Record rise in babies born with brain damage sees NHS compensation bill soar

The cost of compensating patients seriously harmed by negligent care in the NHS has become "unsustainable", officials have warned.

The NHS Resolution, which handles litigation for the health service, has revealed that this expenditure is "dominated" by the "very high value of claims arising from brain injuries at birth".

Parents made 232 claims against maternity units after newborns suffered cerebral palsy or brain damage in 2016/17 - a 23% rise from the 188 reported a year earlier.

The NHS Resolution's annual report said the total value of these claims was close to £2bn.

It added that the cost of paying for the "complex life-long care needs" often seen in such cases could soon exceed £20m per child.

According to NHS Resolution, the cost and charges associated with compensating affected families "will continue to increase for years, probably decades to come" - and these rises are going to be "unavoidable without significant law reform".

Helen Vernon, chief executive of NHS Resolution, said in the report: "These incidents can have a devastating impact on those involved and we must do everything we can to learn from what happened.

"Like all parts of the NHS, we need to make sure that every penny we spend is value for money for the taxpayer.

"This means making some difficult decisions on delivering compensation only where it is due and ensuring that the NHS is not overcharged for legal costs."

On Saturday, it emerged that the Royal College of Midwives had dropped its campaign encouraging women to give birth naturally.

The campaign, which had been running since 2005, promoted birth without medical intervention such as an emergency caesarean.

Professor Cathy Warwick, chief executive of the college, denied the campaign had compromised safety but said she did not want women to feel they had "failed" if they had not had a normal birth.

The campaign drew criticism after an inquiry into the deaths of 11 babies and one mother at the Morecambe Bay trust between 2004 and 2013.

The inquiry found the desire for natural deliveries at any cost among midwives had contributed to unsafe births.

Peter Walsh, chief executive of the Action Against Medical Accidents charity, told The Daily Telegraph that the 23% increase in claims against maternity units of newborns was alarming.

He told the newspaper: "More research needs to be done to understand what is leading the increase, but moving away from the cult-like fixation with so-called 'normal birth' is a step in the right direction."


• **Exercise**: Copy out the full listing below as it stands, with its pictures left behind.

=======

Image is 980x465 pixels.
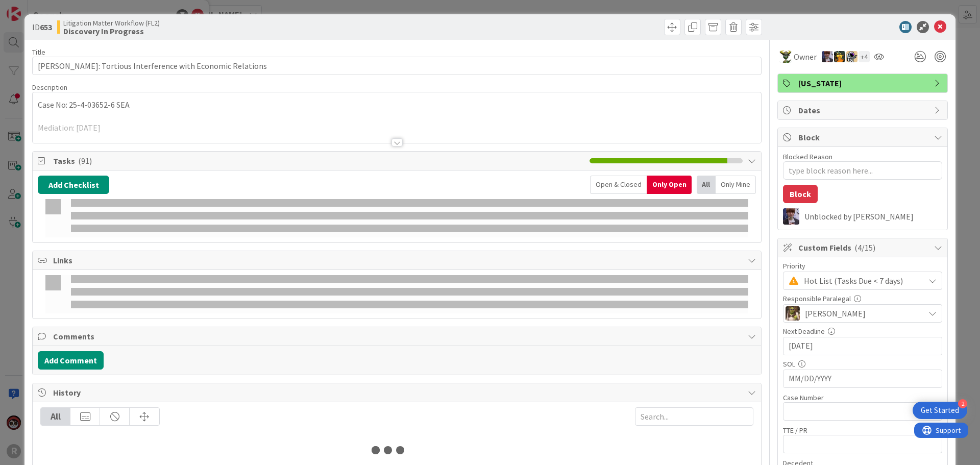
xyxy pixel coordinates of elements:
div: + 4 [858,51,870,62]
span: Description [32,83,68,92]
img: DG [785,306,800,321]
span: Litigation Matter Workflow (FL2) [63,19,159,27]
span: History [53,387,743,399]
span: ( 91 ) [78,156,92,166]
span: ( 4/15 ) [855,242,876,253]
div: Open & Closed [590,176,647,194]
input: MM/DD/YYYY [789,338,937,355]
div: Unblocked by [PERSON_NAME] [804,212,942,221]
div: Get Started [921,406,959,415]
div: All [697,176,716,194]
img: TM [847,51,858,62]
span: Tasks [53,155,585,167]
button: Add Checklist [38,176,109,194]
b: Discovery In Progress [63,27,159,35]
span: Links [53,254,743,267]
span: Block [798,132,929,143]
span: Comments [53,331,743,342]
label: Title [32,48,45,57]
div: Priority [783,262,942,269]
label: Blocked Reason [783,152,832,161]
input: MM/DD/YYYY [789,370,937,388]
div: Responsible Paralegal [783,296,942,302]
input: Search... [635,407,753,426]
div: Next Deadline [783,328,942,335]
span: Dates [798,105,929,116]
input: type card name here... [32,57,762,75]
img: ML [783,208,799,224]
div: All [41,408,70,425]
button: Add Comment [38,351,104,369]
span: Support [22,2,47,14]
img: MR [834,51,845,62]
span: Owner [794,50,817,63]
span: Custom Fields [798,242,929,254]
label: TTE / PR [783,426,808,435]
span: [PERSON_NAME] [805,307,866,320]
div: Open Get Started checklist, remaining modules: 2 [912,402,967,419]
img: ML [821,51,833,62]
span: ID [32,21,52,33]
div: Only Mine [716,176,756,194]
div: SOL [783,360,942,368]
button: Block [783,185,818,204]
label: Case Number [783,393,824,403]
b: 653 [40,22,52,32]
p: Case No: 25-4-03652-6 SEA [38,99,756,111]
img: NC [779,50,792,63]
div: 2 [958,399,967,408]
span: Hot List (Tasks Due < 7 days) [804,274,920,288]
span: [US_STATE] [798,78,929,89]
div: Only Open [647,176,692,194]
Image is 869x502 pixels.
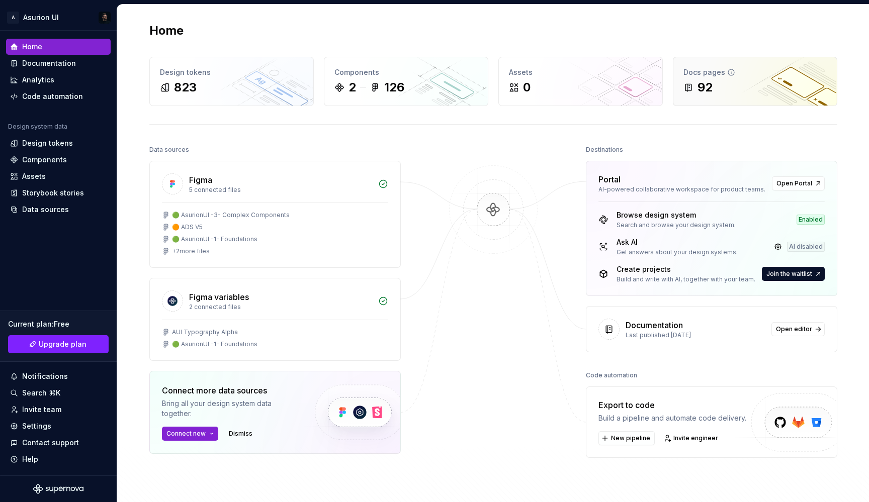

=======

• **Task result**:
Image is 980x465 pixels.
xyxy pixel coordinates of elements:
div: + 4 [858,51,870,62]
span: Description [32,83,68,92]
img: DG [785,306,800,321]
span: Litigation Matter Workflow (FL2) [63,19,159,27]
span: History [53,387,743,399]
span: ( 91 ) [78,156,92,166]
span: ( 4/15 ) [855,242,876,253]
div: Open & Closed [590,176,647,194]
input: MM/DD/YYYY [789,338,937,355]
div: Unblocked by [PERSON_NAME] [804,212,942,221]
div: Get Started [921,406,959,415]
div: All [697,176,716,194]
img: TM [847,51,858,62]
span: Tasks [53,155,585,167]
button: Add Checklist [38,176,109,194]
b: Discovery In Progress [63,27,159,35]
span: Links [53,254,743,267]
span: Block [798,132,929,143]
span: Comments [53,331,743,342]
label: Title [32,48,45,57]
div: Priority [783,262,942,269]
label: Blocked Reason [783,152,832,161]
input: MM/DD/YYYY [789,370,937,388]
div: Responsible Paralegal [783,296,942,302]
input: Search... [635,407,753,426]
div: Next Deadline [783,328,942,335]
span: Dates [798,105,929,116]
input: type card name here... [32,57,762,75]
img: ML [783,208,799,224]
div: All [41,408,70,425]
button: Add Comment [38,351,104,369]
span: Support [22,2,47,14]
img: MR [834,51,845,62]
span: Owner [794,50,817,63]
span: Custom Fields [798,242,929,254]
label: TTE / PR [783,426,808,435]
span: [PERSON_NAME] [805,307,866,320]
div: Open Get Started checklist, remaining modules: 2 [912,402,967,419]
img: ML [821,51,833,62]
span: ID [32,21,52,33]
div: Only Mine [716,176,756,194]
div: SOL [783,360,942,368]
button: Block [783,185,818,204]
label: Case Number [783,393,824,403]
b: 653 [40,22,52,32]
p: Case No: 25-4-03652-6 SEA [38,99,756,111]
img: NC [779,50,792,63]
div: 2 [958,399,967,408]
span: Hot List (Tasks Due < 7 days) [804,274,920,288]
span: [US_STATE] [798,78,929,89]
div: Only Open [647,176,692,194]
Image is 869x502 pixels.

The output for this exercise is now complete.